DESCRIPTION OF THE TASK:
Look below for the line with "Task: Click on the Death Of Owner", then give it again exactly, along with every line that comes after it, the final line included.
[RECORDS TO USE — start]
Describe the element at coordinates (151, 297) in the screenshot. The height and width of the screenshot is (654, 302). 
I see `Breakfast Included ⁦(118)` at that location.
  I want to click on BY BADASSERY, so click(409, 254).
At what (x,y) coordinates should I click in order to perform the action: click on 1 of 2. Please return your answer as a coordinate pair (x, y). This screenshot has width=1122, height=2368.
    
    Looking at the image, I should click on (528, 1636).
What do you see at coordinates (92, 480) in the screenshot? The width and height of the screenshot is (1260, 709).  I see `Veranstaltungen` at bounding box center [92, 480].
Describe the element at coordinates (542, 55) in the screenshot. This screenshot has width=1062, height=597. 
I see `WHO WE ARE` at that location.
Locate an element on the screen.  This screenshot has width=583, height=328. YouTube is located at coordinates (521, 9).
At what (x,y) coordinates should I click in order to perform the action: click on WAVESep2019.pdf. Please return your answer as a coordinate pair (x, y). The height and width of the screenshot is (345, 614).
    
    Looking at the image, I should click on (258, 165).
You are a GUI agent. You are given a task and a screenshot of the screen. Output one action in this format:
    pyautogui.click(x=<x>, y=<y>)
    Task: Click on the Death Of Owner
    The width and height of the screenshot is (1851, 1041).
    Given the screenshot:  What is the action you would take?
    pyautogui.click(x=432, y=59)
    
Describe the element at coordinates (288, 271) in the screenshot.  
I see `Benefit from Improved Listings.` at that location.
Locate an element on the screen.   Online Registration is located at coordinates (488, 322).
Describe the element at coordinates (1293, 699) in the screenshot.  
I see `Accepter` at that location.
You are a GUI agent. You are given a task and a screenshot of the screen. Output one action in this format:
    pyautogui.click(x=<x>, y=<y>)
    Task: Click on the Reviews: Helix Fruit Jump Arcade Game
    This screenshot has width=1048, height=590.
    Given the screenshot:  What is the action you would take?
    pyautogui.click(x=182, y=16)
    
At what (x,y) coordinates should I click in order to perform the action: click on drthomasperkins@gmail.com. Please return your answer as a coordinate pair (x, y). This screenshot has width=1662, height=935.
[RECORDS TO USE — finish]
ANSWER:
    Task: Click on the Death Of Owner
    The width and height of the screenshot is (1851, 1041).
    Given the screenshot:  What is the action you would take?
    pyautogui.click(x=432, y=59)
    
Describe the element at coordinates (288, 271) in the screenshot.  
I see `Benefit from Improved Listings.` at that location.
Locate an element on the screen.   Online Registration is located at coordinates (488, 322).
Describe the element at coordinates (1293, 699) in the screenshot.  
I see `Accepter` at that location.
You are a GUI agent. You are given a task and a screenshot of the screen. Output one action in this format:
    pyautogui.click(x=<x>, y=<y>)
    Task: Click on the Reviews: Helix Fruit Jump Arcade Game
    This screenshot has width=1048, height=590.
    Given the screenshot:  What is the action you would take?
    pyautogui.click(x=182, y=16)
    
At what (x,y) coordinates should I click in order to perform the action: click on drthomasperkins@gmail.com. Please return your answer as a coordinate pair (x, y). This screenshot has width=1662, height=935.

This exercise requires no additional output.